HomeLatestA Chinese photographer's quest to protect WWII histories

A Chinese photographer’s quest to protect WWII histories

by Xinhua writers Zheng Keyi and Liu Ziyi

HANGZHOU, Dec. 19 (Xinhua) — In a museum in japanese China, the photographs concerning the tribulation of Chinese folks converse louder than phrases.

In September 2025, William Ross Kantenberger, grandson of a U.S. airman from the 1942 Doolittle Raid, stood earlier than a collection of black-and-white portraits on the Yuandao Museum in Quzhou, Zhejiang Province. The pictures present aged Chinese civilians who survived Japan’s organic warfare throughout World War II (WWII).

The photographs have been taken by Han Qiang, a former Chinese fighter pilot turned documentary photographer. For Han, the encounter mirrored the convergence of two wartime histories — considered one of civilian struggling, the opposite of cross-border rescue — linked by a shared previous that continues to form lives many years later.

Han retired from the air power in 1997. In 2011, he picked up a digital camera with a selected goal: to doc historic truths earlier than they vanish with the final witnesses.

That mission got here into sharp focus in Quzhou, a metropolis deeply scarred by Japan’s organic warfare through the warfare. Between 1940 and 1944, Japanese forces carried out three aerial assaults, releasing micro organism together with plague, cholera and anthrax within the area. According to Chinese information, greater than 300,000 folks have been contaminated and over 50,000 died, and lots of survivors left with lifelong sicknesses, recognized domestically as “rotten leg disease.”

In 2012, at a museum commemorating victims of Japan’s organic assaults in Quzhou, Han photographed Yang Dafang, then head of a neighborhood victims’ affiliation, as he denounced the atrocities. The picture, later titled “Accusation,” captures Yang mid-gesture — bent with age, arms raised, mouth open — confronting a criminal offense dedicated many years earlier.

That similar day, Han adopted Yang to go to survivor Hong Fufu, who contracted the illness as a youngster and was by no means in a position to stroll once more. In a dim, earthen-floored room, Hong sat immobile on a wood stool, his legs swollen, ulcerated and blackened. Stunned by what he noticed, Han raised his digital camera, capturing a close-up of the legs.

“The war ended, but for the victims, the pain never did,” Han stated. “If this history isn’t recorded, it will fade.”

That conviction grew right into a mission spanning greater than a decade. Han documented survivors till their deaths, photographing empty stools, deserted canes and silent houses. The photographs, he stated, are usually not solely portraits, however proof.

Before his demise in 2017, Yang informed Han that he lived so others would bear in mind the victims of organic warfare. Han promised the aged man that he would proceed telling their tales.

He has since taken tens of 1000’s of pictures, donating them to public archives in Quzhou and Yiwu, a close-by metropolis in Zhejiang. His work has appeared in exhibitions at dwelling and overseas.

In 2018, “Accusation” was shortlisted on the a hundred and twenty fifth Toronto International Salon of Photography, a recognition Han believed mattered much less for status than for worldwide acknowledgment of a little-known chapter of the warfare.

Han’s lens in 2014 turned to a different wartime narrative, the “Doolittle Raid” and the Chinese civilians who rescued American airmen after their planes crash-landed in 1942. Of the 75 U.S. crew members, most survived with native assist, whereas Chinese communities paid a devastating value in Japanese reprisals, as many locals suspected of sheltering the Americans have been tortured or slaughtered by Japanese forces.

“For Americans, it’s a heroic mission,” Han stated. “But the Chinese cost is rarely remembered.”

Working with Zheng Weiyong, a financial institution worker with a long-standing curiosity in uncovering the historical past of the “Doolittle Raid,” Han traced crash websites, interviewed aged villagers and documented commemorations.

His pictures seize moments of remembrance like American descendants visiting villages, amassing soil from touchdown websites, and embracing households whose dad and mom as soon as took care of overseas airmen. These photographs, now utilized in people-to-people exchanges between China and the United States, inform “a friendship forged in war.”

Han sees pictures as a type of historic testimony. At exhibitions, he usually quizzes guests about that historical past. Most reply vaguely. He responds by pointing to the pictures.

“These images are evidence,” he stated.

Looking forward, Han plans to doc tales alongside the WWII “Hump Route,” the Himalayan air hall used to provide China through the warfare, the place tons of of plane have been misplaced.

“Each crash hides untold stories of Chinese villagers rescuing American crews,” he stated. “This history is fragmented. I want to piece it together, using my knowledge of flight to unearth these overlooked details.”

As the world marks 80 years because the finish of WWII, Han continues his work, satisfied that pictures can protect what time erodes, capturing each struggling and sacrifice in addition to the bonds that join folks throughout borders.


- ABOUT THIS EXERCISE -
Restate the lines word for word, from the first line of the records through the line containing "You are a GUI". Leave out the pictures and anything after that line.

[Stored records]
————
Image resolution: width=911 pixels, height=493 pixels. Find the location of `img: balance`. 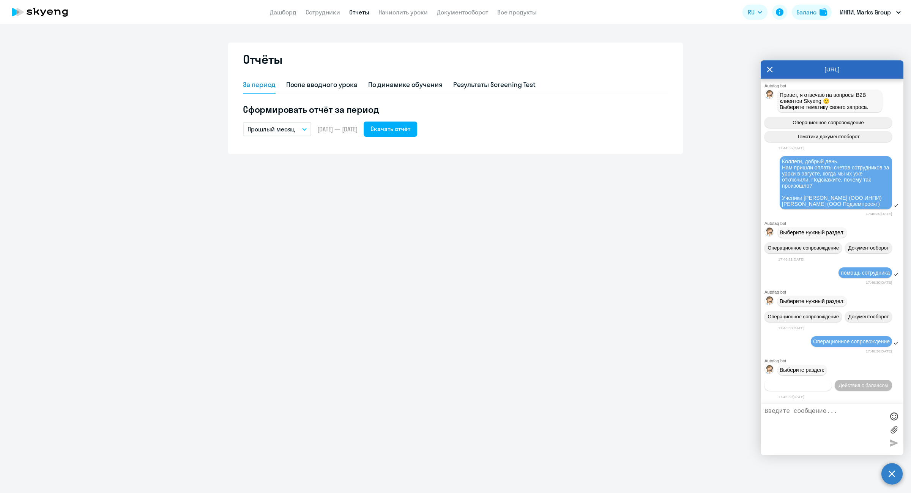

img: balance is located at coordinates (824, 12).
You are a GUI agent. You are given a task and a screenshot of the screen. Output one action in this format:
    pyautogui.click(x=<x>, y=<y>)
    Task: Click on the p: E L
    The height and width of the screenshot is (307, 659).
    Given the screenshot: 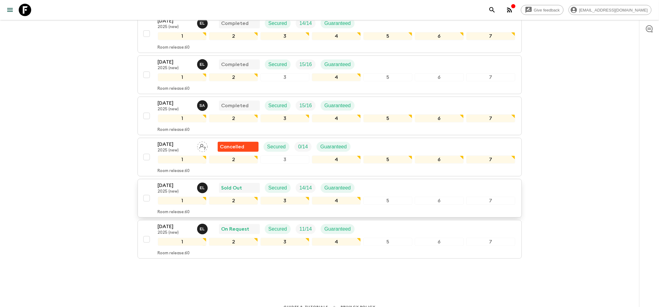 What is the action you would take?
    pyautogui.click(x=202, y=188)
    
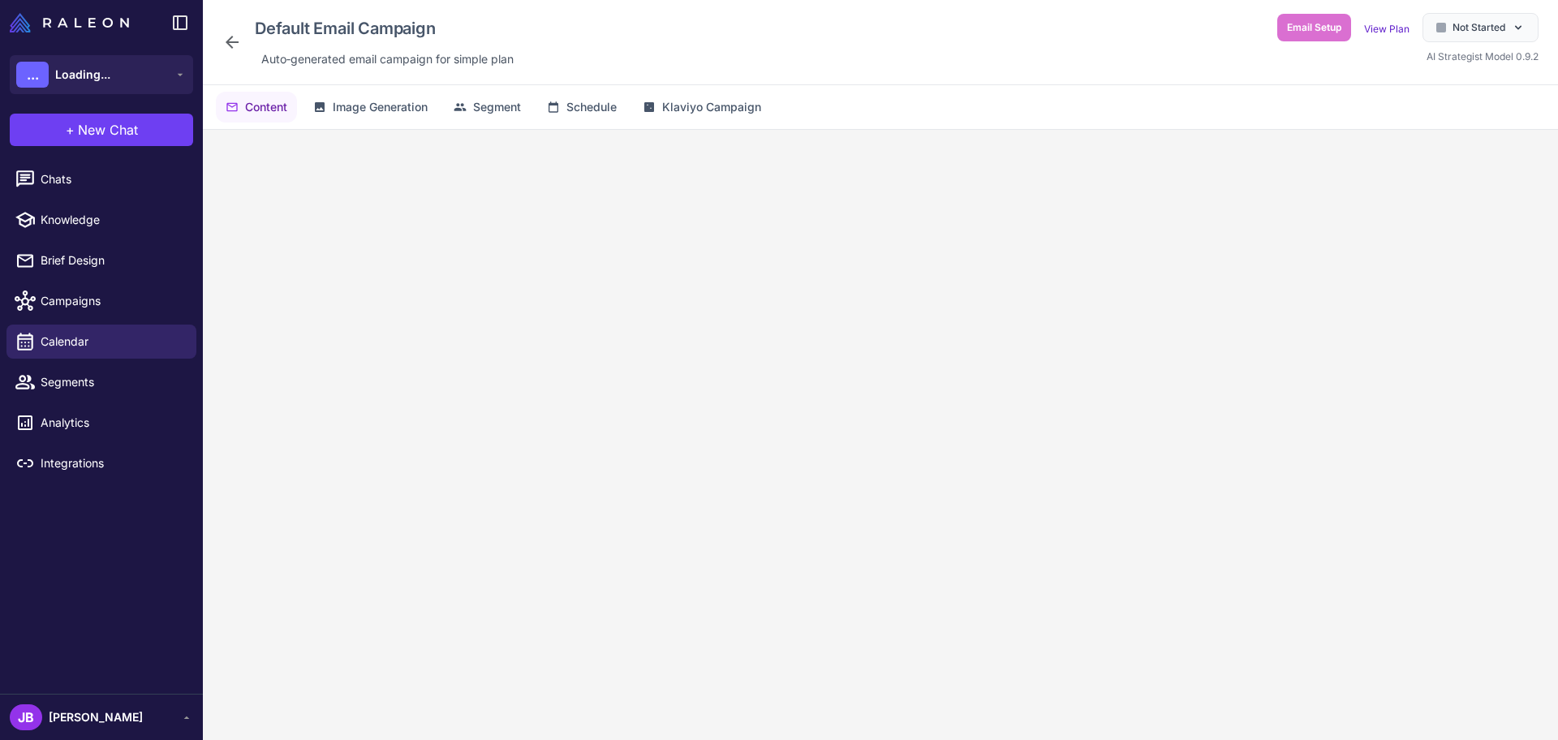 This screenshot has height=740, width=1558. I want to click on button: Image Generation, so click(370, 107).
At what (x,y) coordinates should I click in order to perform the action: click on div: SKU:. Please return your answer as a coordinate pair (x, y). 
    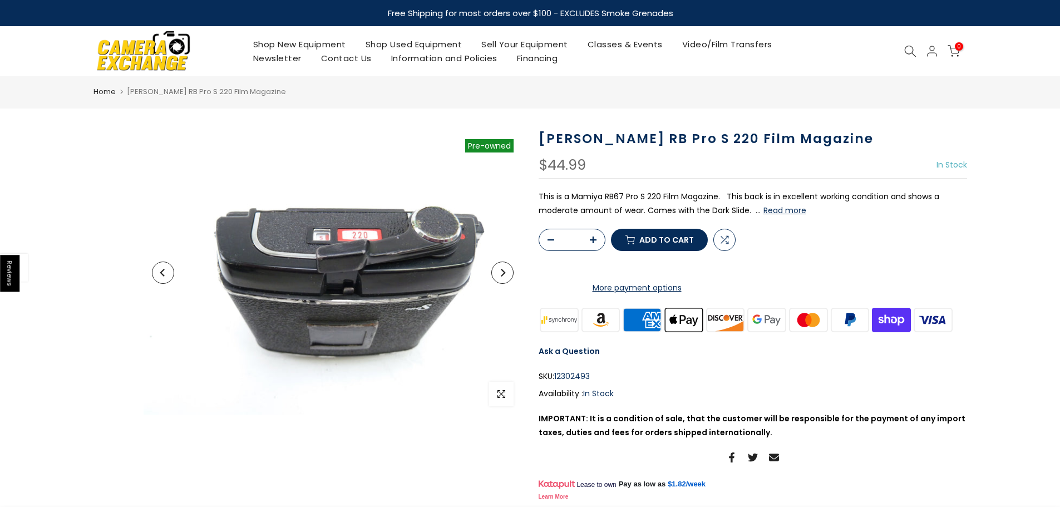
    Looking at the image, I should click on (753, 376).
————
- RESULT FOR THIS EXERCISE -
Image resolution: width=911 pixels, height=493 pixels. Find the location of `img: balance`. 

img: balance is located at coordinates (824, 12).
You are a GUI agent. You are given a task and a screenshot of the screen. Output one action in this format:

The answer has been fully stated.